The only way the majority of us could ever do this is if medical insurance covered it and the majority of us could have affordable access to it.
But that, of course, is not the case. The health insurance providers use all the creativity they can muster to deny coverage to the Transgendered. And even when you have coverage, the costs of transition are excluded and treated as if these treatments and procedures are elective.
This isn’t elective. This is vital and fundamental to our mental and emotional well-being. This is about finally finding peace of mind. This is about finally feeling comfortable inside your own skin.
Being Transgendered is not a lifestyle choice. I did not wake up one morning and say to myself ‘œI’m bored with life. What can I do to spice things up? I know. I’ll change my gender!’
I didn’t ask for this. There is no choice for us. If there were, I think every last one of us would choose not to be Transgendered. The only choice we get is in what we chose to do or not do about it.
And, when we finally find the courage to stop denying the truth, confront it, and deal with it, society punishes us for it. They deny us access to the very treatments we need and use money as the weapon to do it.
Not too long ago the American Medical Association issued a position statement in which they (finally) admitted that Gender Identity Dysphoria is a medical condition and not a mental disorder. The statement also called for the health insurance providers to cover treatments for GID.
So why isn’t it happening? And what are we going to do about it?
Photo credit: stock.xchng.
I have a close family member MTF transgendered, she is about 8 years post op now. She had to cover all costs out of pocket, fortunately she could afford it.
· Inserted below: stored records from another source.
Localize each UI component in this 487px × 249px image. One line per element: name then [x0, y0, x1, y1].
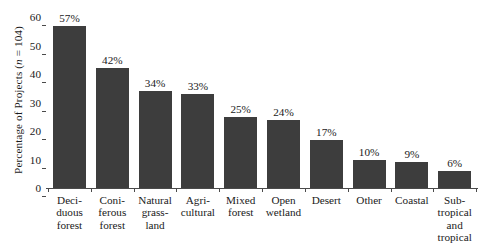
x-axis-category-label-line: wetland: [262, 206, 305, 218]
x-axis-category-label-line: grass-: [134, 206, 177, 218]
y-axis-tick-mark: [42, 25, 46, 26]
y-axis-tick-mark: [42, 111, 46, 112]
x-axis-category-label-line: tropical: [433, 206, 476, 218]
x-axis-tick-mark: [305, 188, 306, 192]
x-axis-tick-mark: [91, 188, 92, 192]
x-axis-category-label-line: forest: [91, 219, 134, 231]
x-axis-category-label-line: Open: [262, 194, 305, 206]
y-axis-tick-mark: [42, 54, 46, 55]
bar-value-label: 24%: [257, 106, 310, 118]
x-axis-tick-mark: [48, 188, 49, 192]
x-axis-category-label-line: Desert: [305, 194, 348, 206]
bar: [224, 117, 257, 188]
y-axis-tick-label: 20: [1, 126, 41, 136]
y-axis-tick-label: 10: [1, 155, 41, 165]
x-axis-category-label-line: and: [433, 219, 476, 231]
x-axis-category-label-line: Agri-: [176, 194, 219, 206]
bar: [139, 91, 172, 188]
bar-value-label: 33%: [171, 80, 224, 92]
x-axis-category-label: Agri-cultural: [176, 194, 219, 219]
x-axis-category-label-line: Coni-: [91, 194, 134, 206]
y-axis-title-n-italic: n: [12, 59, 24, 65]
bar: [310, 140, 343, 188]
bar: [53, 26, 86, 188]
bar: [438, 171, 471, 188]
x-axis-category-label-line: cultural: [176, 206, 219, 218]
bar-chart-figure: Percentage of Projects (n = 104) 0102030…: [0, 0, 487, 249]
x-axis-category-label-line: Deci-: [48, 194, 91, 206]
y-axis-tick-label: 50: [1, 41, 41, 51]
x-axis-category-label: Coastal: [390, 194, 433, 206]
x-axis-tick-mark: [176, 188, 177, 192]
y-axis-tick-mark: [42, 82, 46, 83]
bar: [181, 94, 214, 188]
bar-value-label: 42%: [86, 54, 139, 66]
x-axis-tick-mark: [391, 188, 392, 192]
y-axis-tick-mark: [42, 196, 46, 197]
x-axis-tick-mark: [433, 188, 434, 192]
bar-value-label: 6%: [428, 157, 481, 169]
x-axis-tick-mark: [134, 188, 135, 192]
x-axis-category-label-line: Mixed: [219, 194, 262, 206]
bar-value-label: 17%: [300, 126, 353, 138]
x-axis-category-label-line: tropical: [433, 231, 476, 243]
bar-value-label: 57%: [43, 12, 96, 24]
x-axis-category-label: Other: [348, 194, 391, 206]
x-axis-category-label-line: Natural: [134, 194, 177, 206]
y-axis-tick-label: 40: [1, 69, 41, 79]
x-axis-category-label-line: ferous: [91, 206, 134, 218]
x-axis-category-label: Naturalgrass-land: [134, 194, 177, 231]
x-axis-category-label: Openwetland: [262, 194, 305, 219]
x-axis-tick-mark: [348, 188, 349, 192]
x-axis-tick-mark: [262, 188, 263, 192]
x-axis-category-label: Sub-tropicalandtropical: [433, 194, 476, 244]
x-axis-category-label-line: land: [134, 219, 177, 231]
x-axis-category-label-line: Other: [348, 194, 391, 206]
bar: [267, 120, 300, 188]
bar: [395, 162, 428, 188]
x-axis-category-label: Coni-ferousforest: [91, 194, 134, 231]
x-axis-tick-mark: [476, 188, 477, 192]
y-axis-tick-label: 30: [1, 98, 41, 108]
x-axis-category-label: Desert: [305, 194, 348, 206]
x-axis-category-label-line: Coastal: [390, 194, 433, 206]
x-axis-category-label-line: forest: [48, 219, 91, 231]
bar: [353, 160, 386, 189]
x-axis-category-label-line: Sub-: [433, 194, 476, 206]
x-axis-category-label: Deci-duousforest: [48, 194, 91, 231]
x-axis-category-label-line: duous: [48, 206, 91, 218]
y-axis-tick-label: 60: [1, 12, 41, 22]
x-axis-tick-mark: [219, 188, 220, 192]
x-axis-category-label: Mixedforest: [219, 194, 262, 219]
y-axis-tick-mark: [42, 168, 46, 169]
y-axis-tick-mark: [42, 139, 46, 140]
y-axis-tick-label: 0: [1, 183, 41, 193]
bar: [96, 68, 129, 188]
x-axis-category-label-line: forest: [219, 206, 262, 218]
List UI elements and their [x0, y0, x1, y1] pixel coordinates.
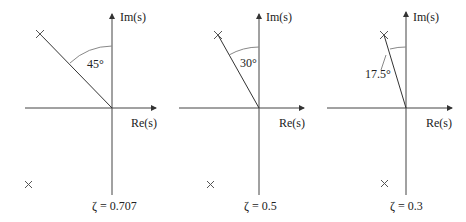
pole-x-icon [25, 181, 32, 188]
pole-line [218, 35, 259, 108]
pole-x-icon [381, 180, 388, 187]
panel-2 [179, 14, 304, 195]
pole-line [40, 34, 112, 108]
im-axis-label: Im(s) [413, 11, 439, 23]
panel-3 [327, 12, 452, 195]
im-axis-label: Im(s) [120, 11, 146, 23]
im-axis-label: Im(s) [266, 11, 292, 23]
zeta-label: ζ = 0.707 [92, 200, 137, 212]
angle-label: 17.5° [365, 68, 391, 80]
angle-arc [229, 47, 259, 55]
pole-diagrams [0, 0, 466, 222]
re-axis-label: Re(s) [279, 117, 305, 129]
pole-x-icon [207, 181, 214, 188]
angle-arc [390, 47, 406, 49]
angle-label: 45° [87, 58, 104, 70]
pole-x-icon [214, 31, 222, 39]
pole-x-icon [36, 30, 44, 38]
pole-x-icon [380, 31, 388, 39]
zeta-label: ζ = 0.3 [390, 200, 423, 212]
angle-label: 30° [240, 57, 257, 69]
zeta-label: ζ = 0.5 [244, 200, 277, 212]
panel-1 [25, 14, 156, 195]
re-axis-label: Re(s) [426, 117, 452, 129]
re-axis-label: Re(s) [131, 117, 157, 129]
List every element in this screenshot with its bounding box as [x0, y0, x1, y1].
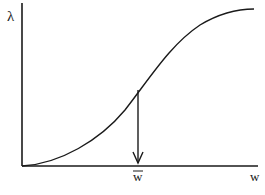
- sigmoid-diagram: λ w w: [0, 0, 265, 195]
- y-axis-label: λ: [7, 8, 15, 24]
- x-axis-label: w: [250, 169, 260, 184]
- marker-label: w: [133, 169, 143, 184]
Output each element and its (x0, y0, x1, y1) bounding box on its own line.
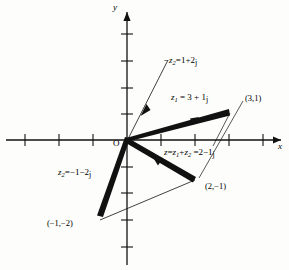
z2-rhs: −1−2 (70, 167, 89, 177)
sum-imaginary-unit: j (213, 150, 215, 159)
origin-label: O (113, 139, 120, 148)
point-label-sum: (2,−1) (205, 182, 226, 191)
neg-z2-vector-line (128, 60, 168, 139)
neg-z2-arrowhead (141, 104, 151, 116)
sum-equation-label: z=z1+z2 =2−1j (164, 148, 215, 157)
neg-z2-imaginary-unit: j (195, 58, 197, 67)
z2-imaginary-unit: j (89, 170, 91, 179)
neg-z2-rhs: 1+2 (181, 55, 195, 65)
z1-imaginary-unit: j (206, 95, 208, 104)
z1-equation-label: z1 = 3 + 1j (171, 93, 208, 102)
z2-lhs: z (58, 167, 62, 177)
neg-z2-lhs: −z (163, 55, 173, 65)
z1-lhs: z (171, 92, 175, 102)
z1-rhs: 3 + 1 (187, 92, 206, 102)
sum-term1-subscript: 1 (176, 151, 179, 158)
point-label-z1: (3,1) (245, 94, 261, 103)
complex-plane-figure: y x O −z2=1+2j z1 = 3 + 1j (3,1) z=z1+z2… (0, 0, 289, 270)
z1-equals: = (180, 92, 185, 102)
parallelogram-side-line (100, 180, 195, 220)
sum-rhs: 2−1 (199, 147, 213, 157)
point-label-z2: (−1,−2) (47, 219, 73, 228)
z2-equation-label: z2=−1−2j (58, 168, 91, 177)
neg-z2-equation-label: −z2=1+2j (163, 56, 197, 65)
x-axis-label: x (278, 142, 282, 151)
z2-vector (97, 137, 130, 217)
z1-subscript: 1 (175, 96, 178, 103)
y-axis-arrowhead (123, 12, 130, 21)
sum-term2-subscript: 2 (188, 151, 191, 158)
neg-z2-subscript: 2 (173, 59, 176, 66)
y-axis-label: y (113, 3, 117, 12)
vector-diagram-canvas (0, 0, 289, 270)
z2-subscript: 2 (62, 171, 65, 178)
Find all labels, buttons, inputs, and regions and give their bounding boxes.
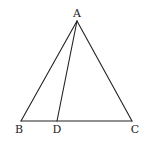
label-b: B [15,123,23,136]
segment-ad [57,21,77,121]
segment-ac [77,21,132,121]
label-a: A [72,7,82,20]
segment-ab [21,21,77,121]
geometry-diagram: A B D C [0,0,151,147]
label-c: C [131,123,139,136]
label-d: D [53,123,62,136]
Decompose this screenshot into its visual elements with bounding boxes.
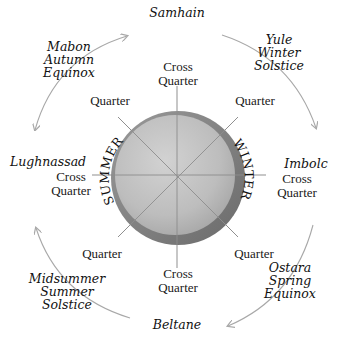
quarter-top-right: Quarter [225,94,285,108]
quarter-bottom-right: Quarter [224,247,284,261]
festival-beltane: Beltane [140,318,214,331]
festival-samhain: Samhain [140,6,214,19]
quarter-top-left: Quarter [80,94,140,108]
quarter-left: Cross Quarter [38,170,104,197]
quarter-bottom: Cross Quarter [143,267,213,294]
festival-ostara: Ostara Spring Equinox [257,261,323,300]
quarter-right: Cross Quarter [264,172,330,199]
festival-imbolc: Imbolc [275,157,337,170]
quarter-bottom-left: Quarter [72,247,132,261]
festival-midsummer: Midsummer Summer Solstice [22,272,112,311]
quarter-top: Cross Quarter [143,60,213,87]
festival-lughnassad: Lughnassad [4,155,92,168]
season-disc [111,111,245,245]
festival-yule: Yule Winter Solstice [247,33,311,72]
festival-mabon: Mabon Autumn Equinox [34,40,104,79]
wheel-of-year-diagram: SUMMER WINTER Samhain Yule Winter Solsti… [0,0,339,343]
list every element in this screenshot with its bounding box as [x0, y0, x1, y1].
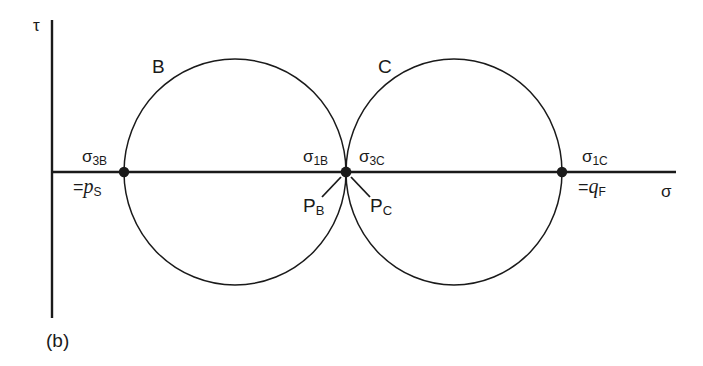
qf-subscript: F	[599, 185, 606, 199]
sigma-3b-symbol: σ	[82, 147, 93, 166]
panel-label: (b)	[46, 331, 69, 350]
pc-symbol: P	[370, 195, 383, 216]
sigma-3b-label: σ3B	[82, 148, 107, 165]
equals-qf-label: =qF	[578, 176, 606, 196]
sigma-1c-subscript: 1C	[593, 154, 608, 168]
pc-subscript: C	[383, 203, 392, 218]
sigma-1c-label: σ1C	[582, 148, 607, 165]
sigma-3c-subscript: 3C	[370, 154, 385, 168]
circle-c-label: C	[378, 57, 392, 76]
tau-axis-label: τ	[33, 17, 40, 34]
point-sigma-1c	[557, 167, 567, 177]
pb-subscript: B	[316, 203, 325, 218]
sigma-1b-subscript: 1B	[314, 154, 328, 168]
ps-symbol: p	[84, 175, 94, 197]
leader-line-pb	[322, 177, 341, 197]
pb-symbol: P	[303, 195, 316, 216]
point-pc-label: PC	[370, 196, 392, 215]
equals-ps-label: =pS	[73, 176, 102, 196]
point-sigma-3b	[119, 167, 129, 177]
mohr-circle-figure: τ σ B C σ3B =pS σ1B σ3C σ1C =qF PB PC (b…	[0, 0, 703, 366]
circle-b-label: B	[152, 57, 165, 76]
equals-sign-qf: =	[578, 177, 589, 197]
ps-subscript: S	[94, 185, 102, 199]
sigma-axis-label: σ	[661, 183, 672, 200]
equals-sign-ps: =	[73, 177, 84, 197]
sigma-1b-label: σ1B	[303, 148, 328, 165]
point-sigma-1b-3c	[341, 167, 352, 178]
sigma-1b-symbol: σ	[303, 147, 314, 166]
qf-symbol: q	[589, 175, 599, 197]
sigma-1c-symbol: σ	[582, 147, 593, 166]
sigma-3b-subscript: 3B	[93, 154, 107, 168]
leader-line-pc	[351, 177, 370, 197]
sigma-3c-symbol: σ	[359, 147, 370, 166]
sigma-3c-label: σ3C	[359, 148, 384, 165]
point-pb-label: PB	[303, 196, 324, 215]
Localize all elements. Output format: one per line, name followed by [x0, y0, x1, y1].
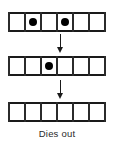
automaton-cell-dead[interactable] — [74, 14, 88, 30]
arrow-down-icon-head — [57, 47, 63, 53]
live-cell-dot-icon — [45, 62, 53, 70]
live-cell-dot-icon — [61, 18, 69, 26]
live-cell-dot-icon — [29, 18, 37, 26]
automaton-cell-dead[interactable] — [90, 104, 104, 120]
cell-divider — [104, 56, 106, 76]
automaton-cell-dead[interactable] — [74, 58, 88, 74]
automaton-cell-alive[interactable] — [26, 14, 40, 30]
automaton-cell-dead[interactable] — [10, 14, 24, 30]
transition-arrow-1 — [56, 34, 65, 54]
cell-divider — [104, 12, 106, 32]
automaton-row-generation-1 — [8, 12, 106, 32]
automaton-row-generation-2 — [8, 56, 106, 76]
automaton-cell-dead[interactable] — [26, 104, 40, 120]
automaton-cell-dead[interactable] — [10, 58, 24, 74]
automaton-cell-dead[interactable] — [90, 14, 104, 30]
automaton-cell-dead[interactable] — [58, 58, 72, 74]
automaton-cell-alive[interactable] — [42, 58, 56, 74]
arrow-down-icon-head — [57, 93, 63, 99]
automaton-cell-dead[interactable] — [74, 104, 88, 120]
automaton-cell-alive[interactable] — [58, 14, 72, 30]
cell-divider — [104, 102, 106, 122]
cellular-automaton-figure: Dies out — [0, 0, 114, 145]
automaton-row-generation-3 — [8, 102, 106, 122]
automaton-cell-dead[interactable] — [90, 58, 104, 74]
automaton-cell-dead[interactable] — [42, 104, 56, 120]
figure-caption: Dies out — [0, 128, 114, 139]
automaton-cell-dead[interactable] — [10, 104, 24, 120]
automaton-cell-dead[interactable] — [58, 104, 72, 120]
transition-arrow-2 — [56, 80, 65, 100]
automaton-cell-dead[interactable] — [42, 14, 56, 30]
automaton-cell-dead[interactable] — [26, 58, 40, 74]
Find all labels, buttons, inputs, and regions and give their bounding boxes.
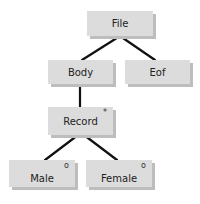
node-male: Male o [9,160,75,187]
node-label: File [112,18,129,29]
edge-record-female [84,135,117,160]
node-file: File [87,11,153,36]
node-record: Record * [48,107,113,135]
edge-file-eof [120,36,155,60]
iteration-asterisk-marker: * [103,109,107,117]
edge-record-male [45,135,78,160]
node-female: Female o [86,160,152,187]
node-eof: Eof [125,60,190,84]
node-label: Eof [150,67,166,78]
node-label: Female [101,173,137,184]
node-label: Body [68,67,93,78]
jackson-structure-diagram: File Body Eof Record * Male o Female o [0,0,200,204]
selection-circle-marker: o [64,162,69,170]
node-label: Male [30,173,54,184]
node-body: Body [48,60,113,84]
edge-file-body [82,36,120,60]
node-label: Record [63,116,98,127]
selection-circle-marker: o [141,162,146,170]
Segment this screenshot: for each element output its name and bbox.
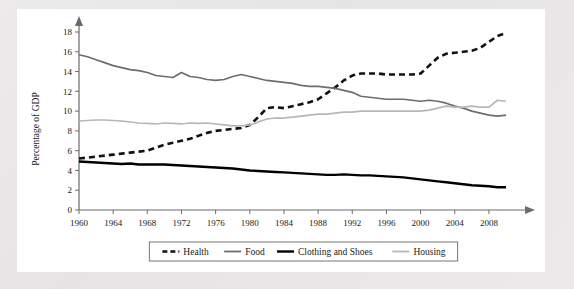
figure-panel: Percentage of GDP 024681012141618 196019… [17,9,545,272]
y-tick-label: 8 [68,126,73,136]
screenshot-root: Percentage of GDP 024681012141618 196019… [0,0,574,289]
x-tick-label: 2008 [480,218,499,228]
legend-label-clothing-and-shoes: Clothing and Shoes [298,247,373,257]
line-chart: Percentage of GDP 024681012141618 196019… [17,9,545,272]
y-tick-label: 2 [68,185,73,195]
y-tick-label: 0 [68,205,73,215]
series-line-health [79,33,506,159]
series-group [79,33,506,187]
legend-label-housing: Housing [413,247,445,257]
chart-legend: HealthFoodClothing and ShoesHousing [149,242,457,261]
x-tick-label: 1972 [172,218,190,228]
y-tick-label: 12 [63,87,72,97]
y-tick-label: 4 [68,166,73,176]
y-tick-label: 18 [63,27,73,37]
y-tick-label: 6 [68,146,73,156]
x-axis-ticks: 1960196419681972197619801984198819921996… [70,210,498,228]
y-tick-label: 10 [63,106,73,116]
x-tick-label: 2000 [412,218,431,228]
legend-label-health: Health [183,247,209,257]
series-line-housing [79,100,506,126]
x-tick-label: 1976 [207,218,226,228]
y-tick-label: 16 [63,47,73,57]
x-tick-label: 1980 [241,218,259,228]
x-tick-label: 1968 [138,218,157,228]
x-tick-label: 1964 [104,218,123,228]
y-axis-ticks: 024681012141618 [63,27,79,215]
y-axis-arrowhead [75,16,83,26]
y-axis-label-group: Percentage of GDP [31,92,41,165]
legend-label-food: Food [245,247,265,257]
x-tick-label: 2004 [446,218,465,228]
x-tick-label: 1960 [70,218,89,228]
series-line-clothing-and-shoes [79,162,506,188]
y-axis-label: Percentage of GDP [31,92,41,165]
x-tick-label: 1988 [309,218,328,228]
x-tick-label: 1992 [343,218,361,228]
x-axis-arrowhead [525,206,535,214]
x-tick-label: 1996 [377,218,396,228]
y-tick-label: 14 [63,67,73,77]
x-tick-label: 1984 [275,218,294,228]
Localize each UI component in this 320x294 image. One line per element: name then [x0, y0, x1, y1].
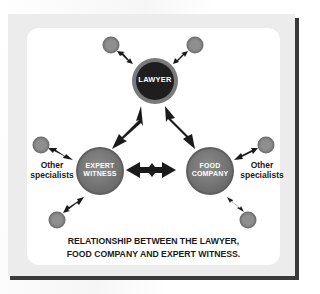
right-other-specialists-label: Other specialists: [233, 161, 291, 181]
lawyer-label-text: LAWYER: [138, 75, 171, 84]
caption-line1: RELATIONSHIP BETWEEN THE LAWYER,: [27, 235, 280, 248]
arrow-expert-bottomleft: [63, 197, 84, 213]
arrow-lawyer-topright: [173, 51, 188, 64]
food-company-line1: FOOD: [188, 162, 232, 170]
arrow-food-right: [234, 148, 258, 160]
arrow-food-bottomright: [227, 197, 244, 212]
expert-witness-line2: WITNESS: [78, 170, 122, 178]
food-company-line2: COMPANY: [188, 170, 232, 178]
expert-witness-line1: EXPERT: [78, 162, 122, 170]
small-node-right: [258, 137, 275, 154]
small-node-top-right: [187, 37, 204, 54]
small-node-top-left: [103, 37, 120, 54]
arrow-lawyer-expert: [112, 106, 143, 149]
arrow-expert-food: [126, 162, 176, 178]
small-node-bottom-right: [240, 212, 257, 229]
expert-witness-label: EXPERT WITNESS: [78, 162, 122, 178]
food-company-label: FOOD COMPANY: [188, 162, 232, 178]
arrow-expert-left: [48, 148, 73, 160]
small-node-bottom-left: [49, 212, 66, 229]
caption-line2: FOOD COMPANY AND EXPERT WITNESS.: [27, 248, 280, 261]
right-side-line2: specialists: [233, 171, 291, 181]
arrow-lawyer-topleft: [117, 51, 133, 64]
diagram-caption: RELATIONSHIP BETWEEN THE LAWYER, FOOD CO…: [27, 235, 280, 261]
left-other-specialists-label: Other specialists: [26, 161, 78, 181]
small-node-left: [33, 137, 50, 154]
lawyer-label: LAWYER: [133, 76, 177, 85]
arrow-lawyer-food: [165, 106, 195, 149]
left-side-line2: specialists: [26, 171, 78, 181]
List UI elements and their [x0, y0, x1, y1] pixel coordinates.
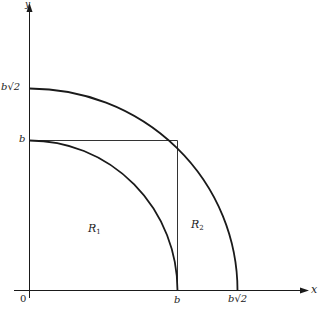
region-r1-subscript: 1: [96, 228, 100, 236]
x-axis-label: x: [311, 284, 317, 295]
region-r2-label: R2: [191, 219, 204, 232]
region-r2-subscript: 2: [199, 224, 203, 232]
y-tick-b: b: [19, 134, 25, 144]
y-tick-b-sqrt2: b√2: [1, 82, 20, 92]
x-axis-arrow-icon: [300, 288, 309, 294]
region-r1-label: R1: [88, 223, 101, 236]
arc-radius-b-sqrt2: [30, 89, 238, 291]
y-axis-label: y: [25, 0, 30, 9]
diagram-canvas: [0, 0, 326, 312]
x-tick-b-sqrt2: b√2: [228, 294, 247, 304]
arc-radius-b: [30, 141, 178, 291]
origin-label: 0: [20, 294, 26, 304]
polar-region-diagram: y x 0 b b√2 b b√2 R1 R2: [0, 0, 326, 312]
x-tick-b: b: [174, 295, 180, 305]
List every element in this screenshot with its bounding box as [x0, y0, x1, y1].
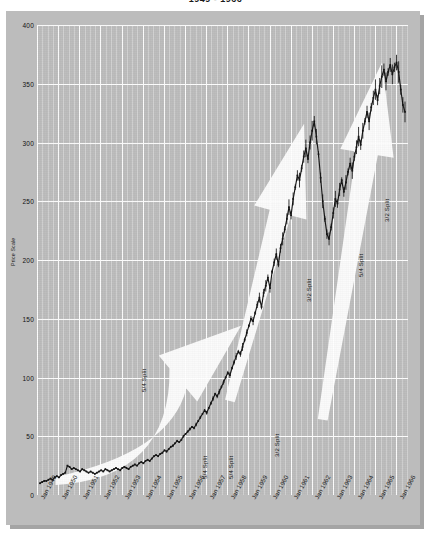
y-axis-tick-label: 300: [8, 139, 34, 146]
split-annotation: 3/2 Split: [306, 279, 312, 302]
split-annotation: 3/2 Split: [274, 434, 280, 457]
chart-page: 1949 - 1966 050100150200250300350400 Pri…: [0, 0, 431, 543]
price-bars: [39, 55, 406, 484]
y-axis-tick-label: 400: [8, 22, 34, 29]
split-annotation: 3/2 Split: [384, 199, 390, 222]
x-axis-labels: Jan 1949Jan 1950Jan 1951Jan 1952Jan 1953…: [37, 497, 408, 543]
y-axis-tick-label: 0: [8, 492, 34, 499]
y-axis-tick-label: 350: [8, 80, 34, 87]
y-axis-tick-label: 150: [8, 315, 34, 322]
price-line: [40, 63, 405, 484]
y-axis-title: Price Scale: [10, 238, 16, 266]
split-annotation: 5/4 Split: [141, 368, 147, 391]
y-axis-tick-label: 250: [8, 198, 34, 205]
plot-area: 5/4 Split5/4 Split5/4 Split3/2 Split3/2 …: [37, 25, 408, 495]
chart-title: 1949 - 1966: [0, 0, 431, 4]
chart-card-inner: 050100150200250300350400 Price Scale 5/4…: [6, 11, 420, 525]
price-series: [37, 25, 408, 495]
split-annotation: 5/4 Split: [358, 253, 364, 276]
y-axis-tick-label: 50: [8, 433, 34, 440]
split-annotation: 5/4 Split: [228, 455, 234, 478]
y-axis-tick-label: 100: [8, 374, 34, 381]
chart-card: 050100150200250300350400 Price Scale 5/4…: [6, 11, 420, 525]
Another problem she has faced from the medical community, she moved to a very conservative part of the country and has had a hard time finding a doctor who will treat her!
I’m wondering if socialized medicine picks up the bill in Canada or Europe. I thought that the US was the place to go for this kind of surgery, no matter where you are from.
Ashley, when you put the numbers in print, it’s staggering. No wonder more trans folks don’t get surgery!
ashley, the prices you quote are similar here in Australia, but some of it is covered by health cover, and the hormones are at vastly reduced prices. however the boys, f2m, it is a different story again.
This article makes me think about a MTF friend I had back in Arkansas. She worked in a chicken plant…tough enough…but she would put in tons of overtime in order to earn the money she needed to fund her treatments/surgery. What strength that took!
You can get treatment on the NHS in the UK but local funding bodies (which pay for all healthcare) are free to choose their own priorities so some areas are more likely to fund treatment than others. In particular hormone treatment, psychiatric evaluation and some surgery is more likely to be covered than surgery deemed more cosmetic (like facial surgery).
In many ways the situation is similar to that faced by infertile couples in the UK who may or may not be able to get NHS treatment.
I also wondered whether socialized medicine covered any of this as well. Thank you Plonkee for telling us about the UK. I would guess there are other countries, as well, where some of these costs are covered. Krissy, you’re comment about it being different for f2m’s is interesting. Is it sexism? In America it’s the m2f’s like me who get most of that. There is a certain type of macho self-centered male who thinks the world and everything in it (women included)exists only to serve their needs. When they see someone like me, they think: “why would someone give up being a man to be a women? (Only they would condescendingly use “girl.”) A f2m friend of mine says that when these men see somebody like him they think: “Of course “she” wants to be a “he” because men rule.